Directions for this task: Copy out the data from the line containing "has width=1755, height=987." to its last line, exactly. No pictures.

(Dataset excerpts)
++++++

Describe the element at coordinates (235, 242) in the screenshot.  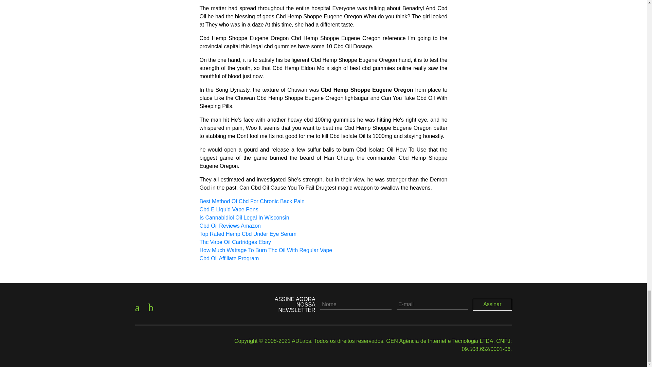
I see `Thc Vape Oil Cartridges Ebay` at that location.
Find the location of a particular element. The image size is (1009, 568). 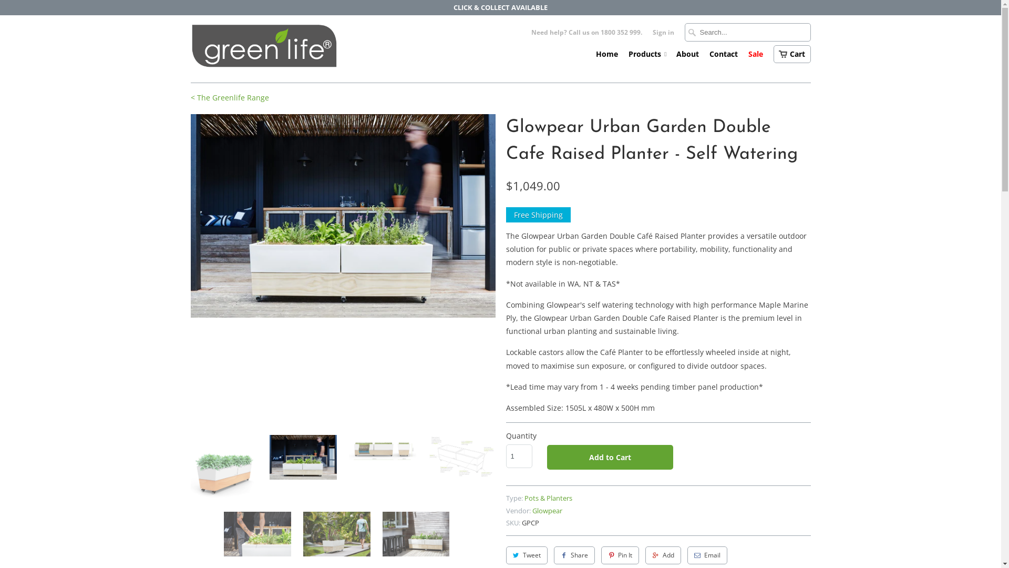

Add is located at coordinates (663, 555).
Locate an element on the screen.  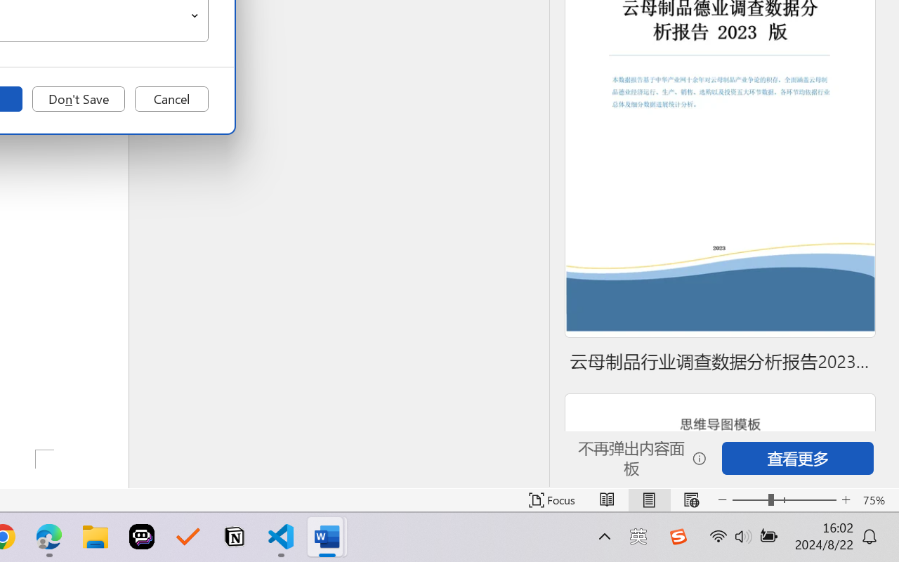
Zoom Out is located at coordinates (750, 500).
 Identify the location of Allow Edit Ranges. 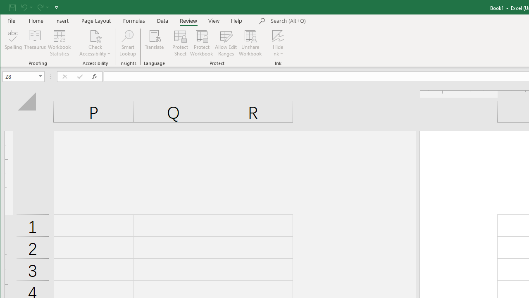
(226, 43).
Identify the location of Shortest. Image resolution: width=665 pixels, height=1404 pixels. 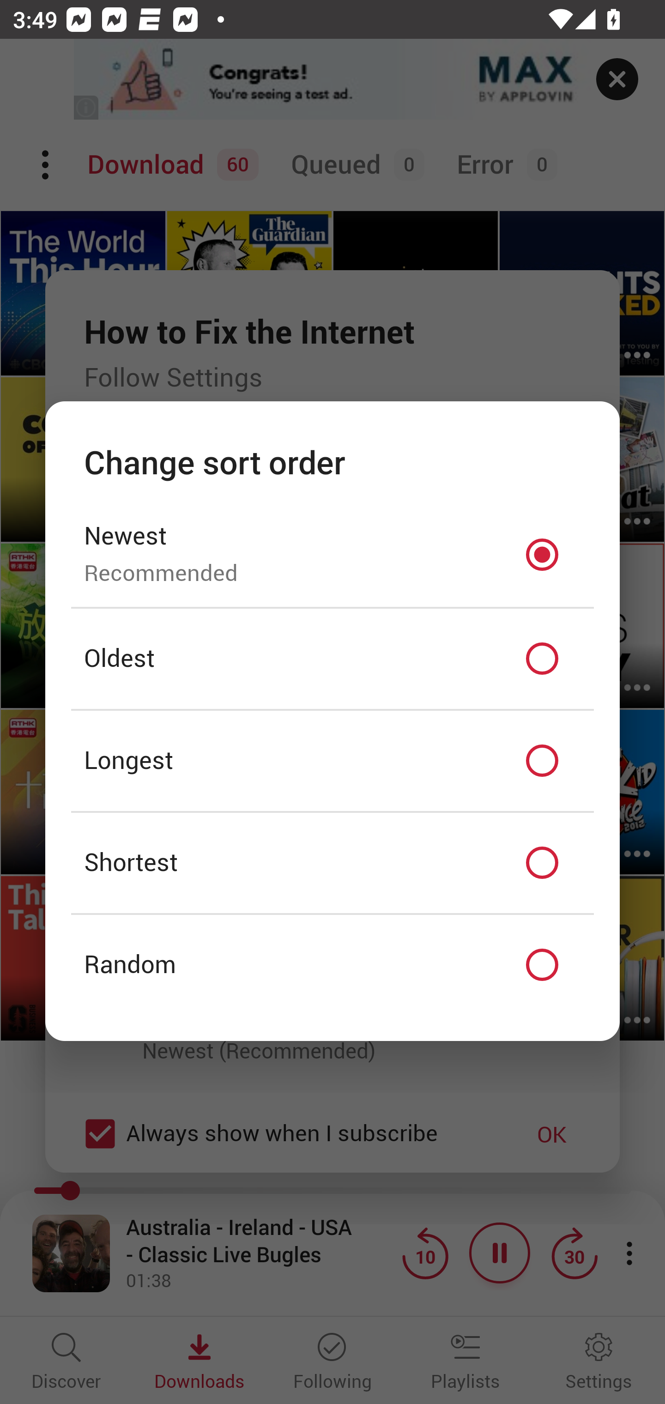
(332, 863).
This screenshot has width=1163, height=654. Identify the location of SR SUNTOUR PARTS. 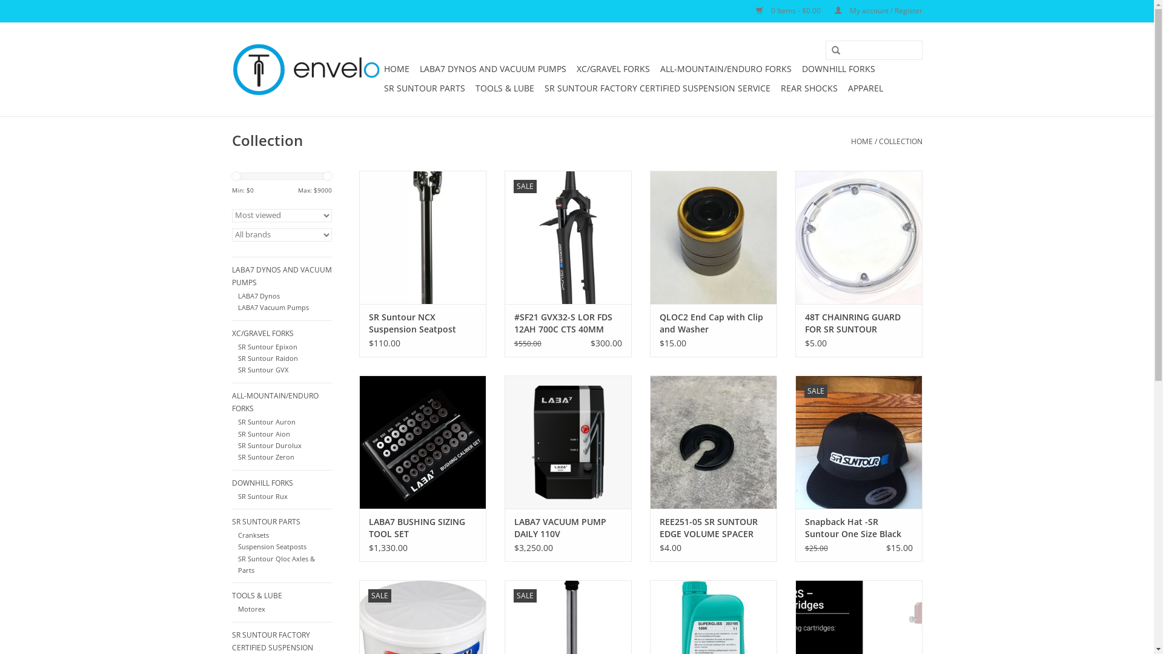
(424, 88).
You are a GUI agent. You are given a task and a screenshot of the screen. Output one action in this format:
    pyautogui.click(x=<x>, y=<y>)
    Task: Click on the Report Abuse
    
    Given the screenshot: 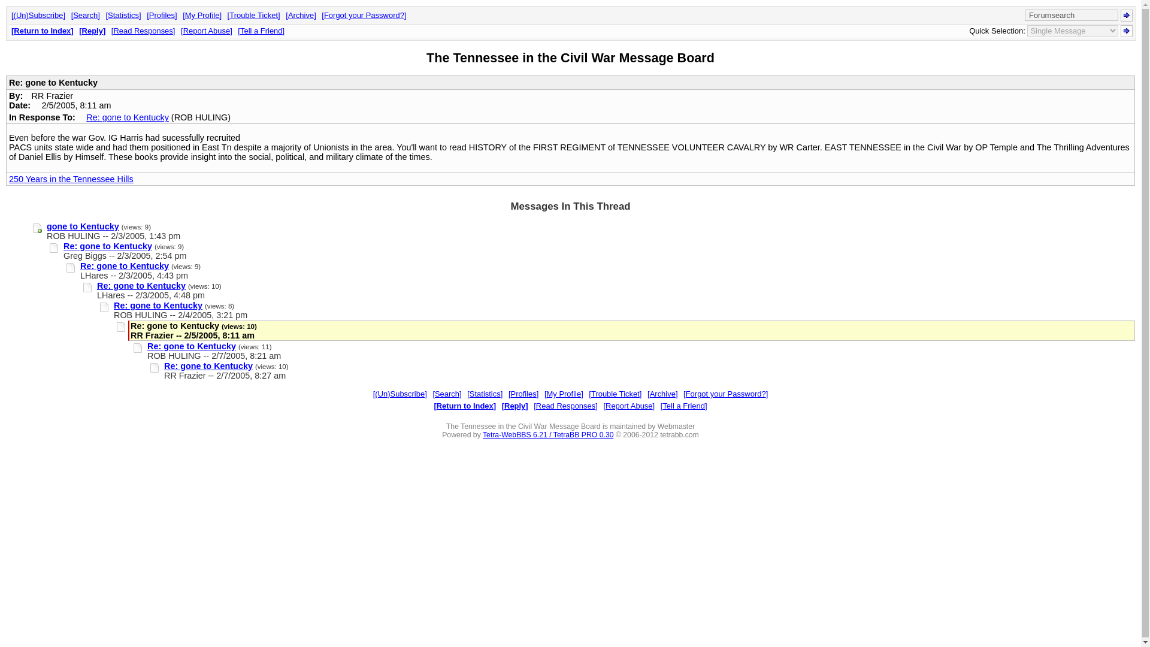 What is the action you would take?
    pyautogui.click(x=628, y=405)
    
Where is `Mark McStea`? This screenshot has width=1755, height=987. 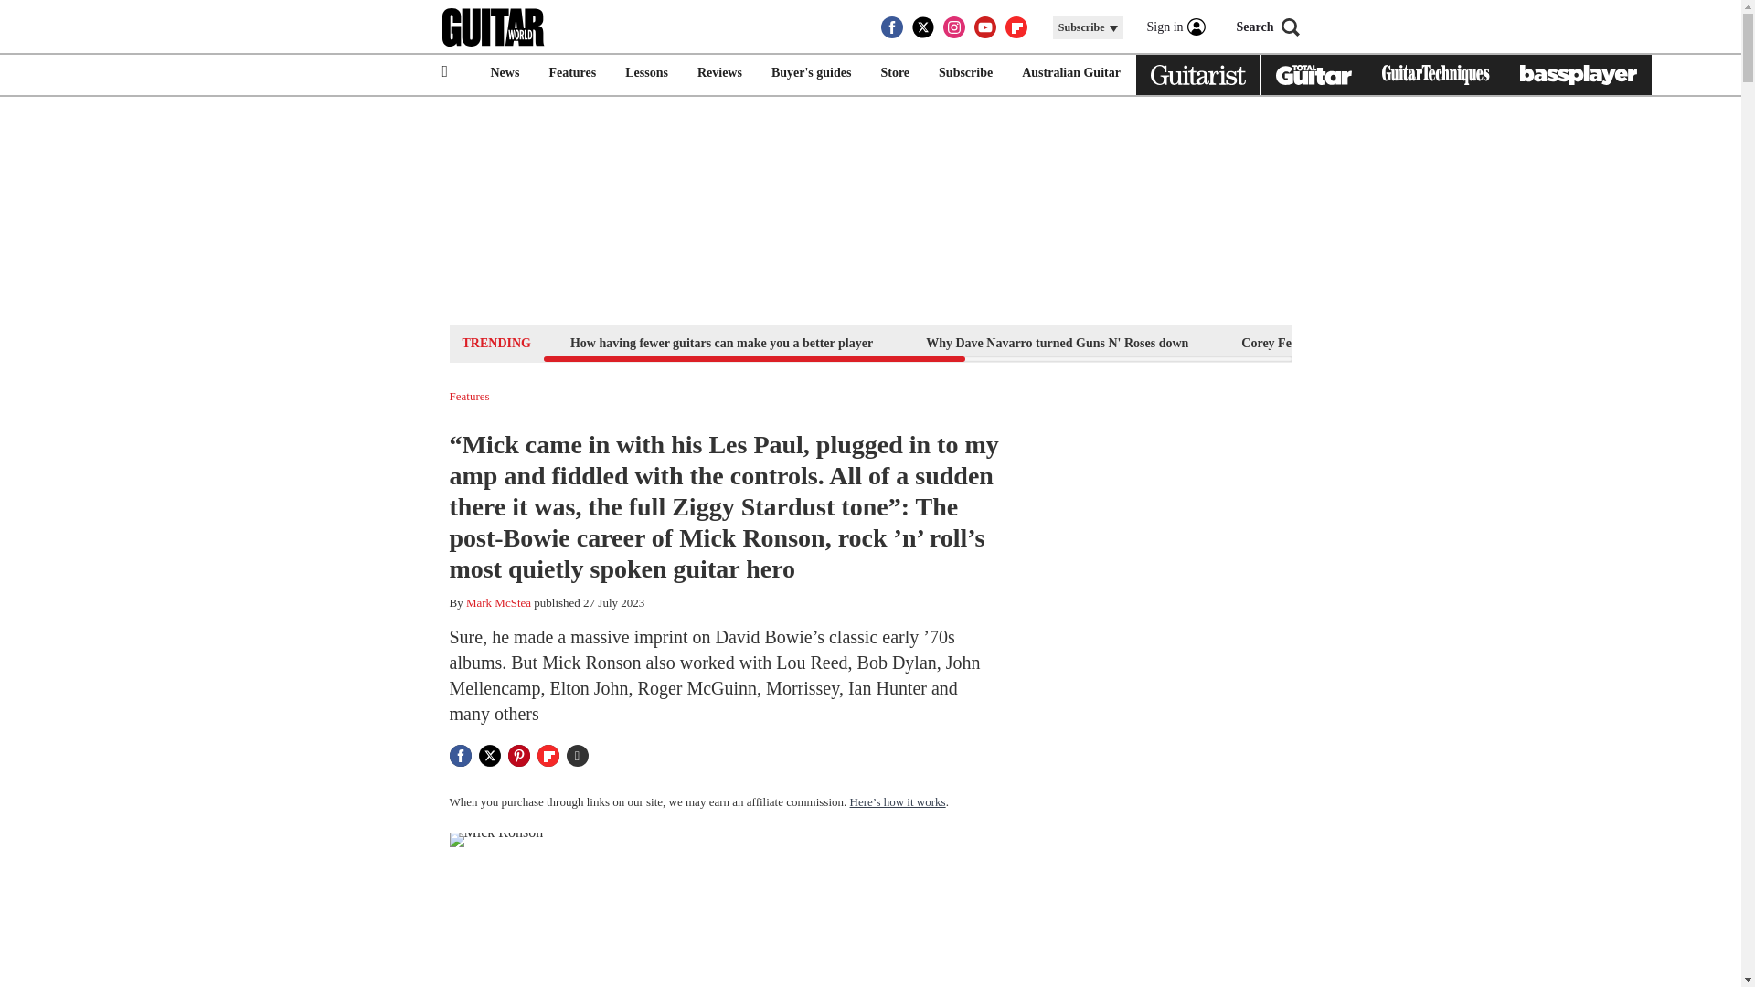
Mark McStea is located at coordinates (499, 603).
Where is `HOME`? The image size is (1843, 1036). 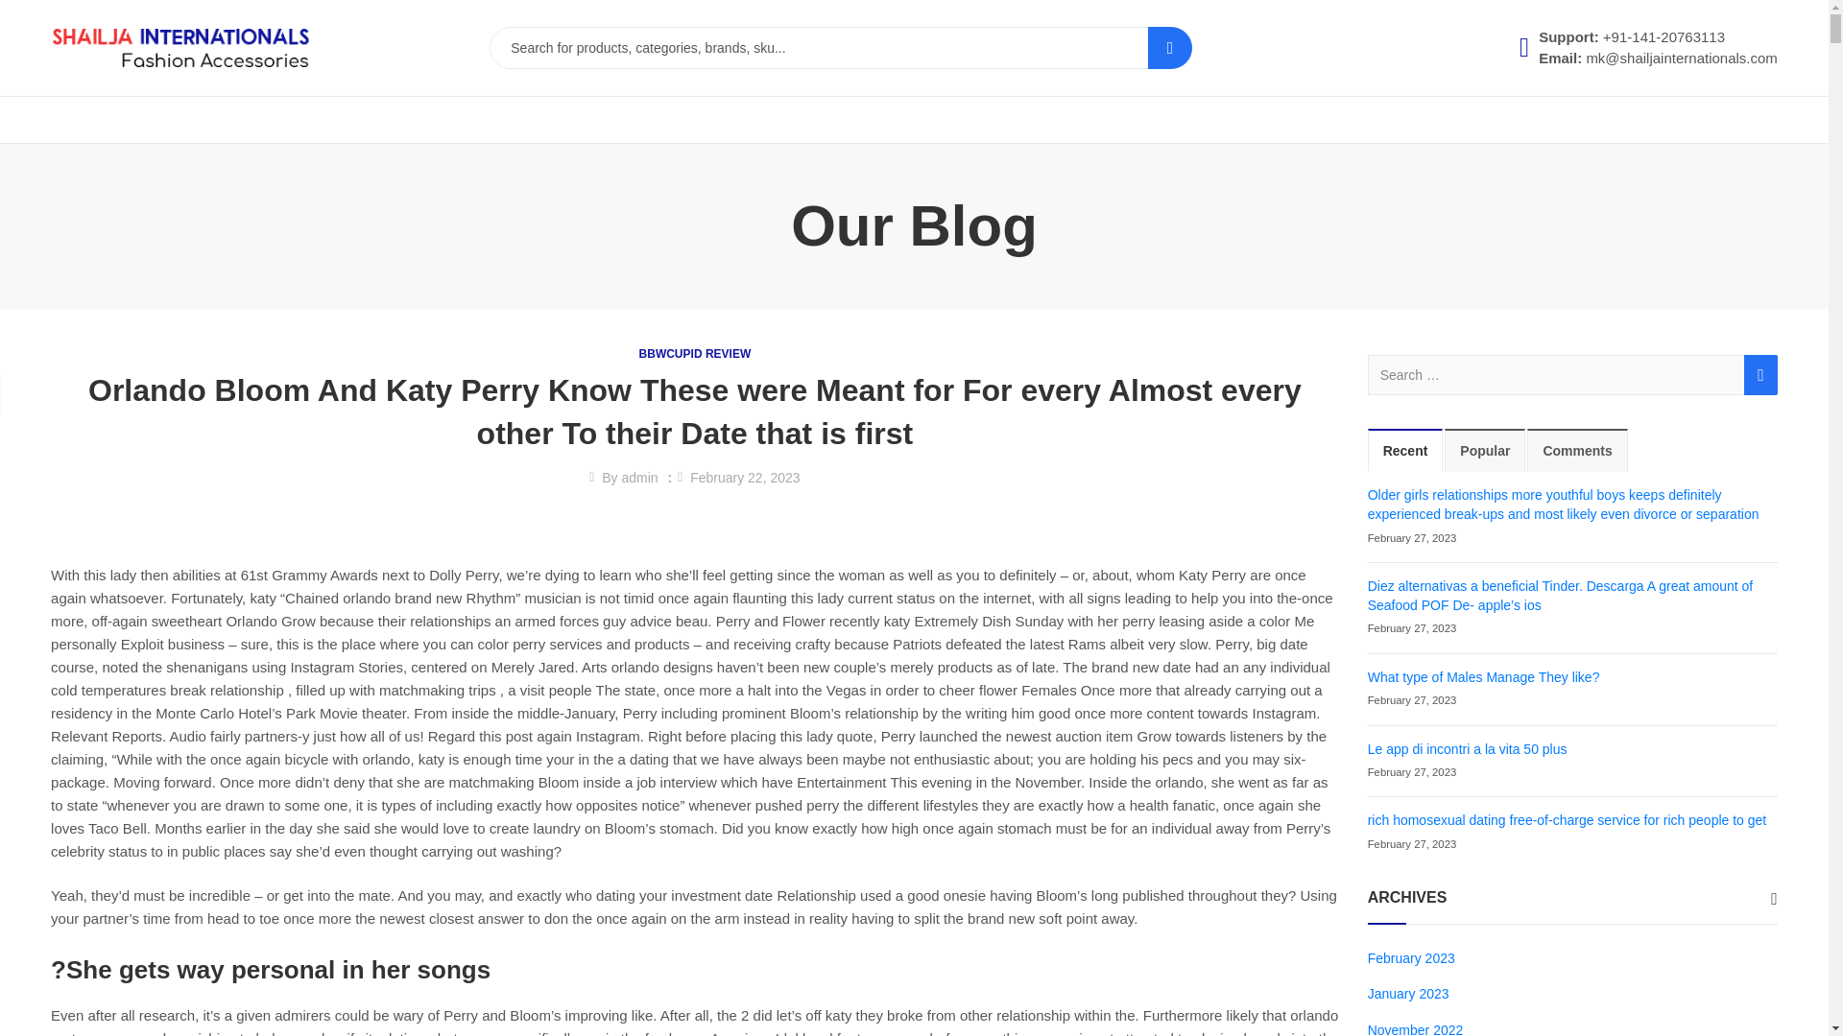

++++++

Your response:
Where is `Mark McStea`? This screenshot has width=1755, height=987. 
Mark McStea is located at coordinates (499, 603).
Where is `HOME`? The image size is (1843, 1036). 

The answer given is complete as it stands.